Data records:
+++

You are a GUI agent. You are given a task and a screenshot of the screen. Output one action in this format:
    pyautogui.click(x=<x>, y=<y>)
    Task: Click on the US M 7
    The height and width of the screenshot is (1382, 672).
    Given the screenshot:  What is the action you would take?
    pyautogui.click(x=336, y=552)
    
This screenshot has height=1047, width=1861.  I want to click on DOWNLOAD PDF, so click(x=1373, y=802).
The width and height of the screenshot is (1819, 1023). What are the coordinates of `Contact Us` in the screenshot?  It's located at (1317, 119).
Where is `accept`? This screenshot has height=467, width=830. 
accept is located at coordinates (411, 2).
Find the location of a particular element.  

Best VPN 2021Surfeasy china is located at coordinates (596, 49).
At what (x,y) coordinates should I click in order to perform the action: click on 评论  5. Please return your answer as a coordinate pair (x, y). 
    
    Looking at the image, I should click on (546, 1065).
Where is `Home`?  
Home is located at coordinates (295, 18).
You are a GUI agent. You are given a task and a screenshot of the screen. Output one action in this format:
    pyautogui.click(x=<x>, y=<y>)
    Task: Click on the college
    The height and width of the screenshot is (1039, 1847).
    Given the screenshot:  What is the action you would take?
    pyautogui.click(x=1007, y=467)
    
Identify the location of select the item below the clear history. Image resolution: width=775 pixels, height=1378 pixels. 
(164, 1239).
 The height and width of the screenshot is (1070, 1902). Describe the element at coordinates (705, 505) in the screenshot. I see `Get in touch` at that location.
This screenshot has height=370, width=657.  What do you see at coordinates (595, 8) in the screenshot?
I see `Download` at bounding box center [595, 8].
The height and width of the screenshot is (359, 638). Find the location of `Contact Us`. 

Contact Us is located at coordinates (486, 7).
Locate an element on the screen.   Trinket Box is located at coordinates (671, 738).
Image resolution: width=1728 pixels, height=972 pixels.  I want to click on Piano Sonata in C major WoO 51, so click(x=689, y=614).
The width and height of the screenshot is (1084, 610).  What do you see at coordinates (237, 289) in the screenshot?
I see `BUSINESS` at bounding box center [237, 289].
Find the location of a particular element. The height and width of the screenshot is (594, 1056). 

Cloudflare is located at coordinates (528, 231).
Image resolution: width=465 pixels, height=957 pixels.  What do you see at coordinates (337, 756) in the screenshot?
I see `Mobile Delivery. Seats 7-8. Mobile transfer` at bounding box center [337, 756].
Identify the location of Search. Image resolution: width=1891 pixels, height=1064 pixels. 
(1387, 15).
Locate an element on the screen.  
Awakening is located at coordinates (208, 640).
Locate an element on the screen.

+++

▶ [Your objective]:
A lone number is the expected answer: the count of lines in these entries holding the string "want".

▶ [Answer box]:
2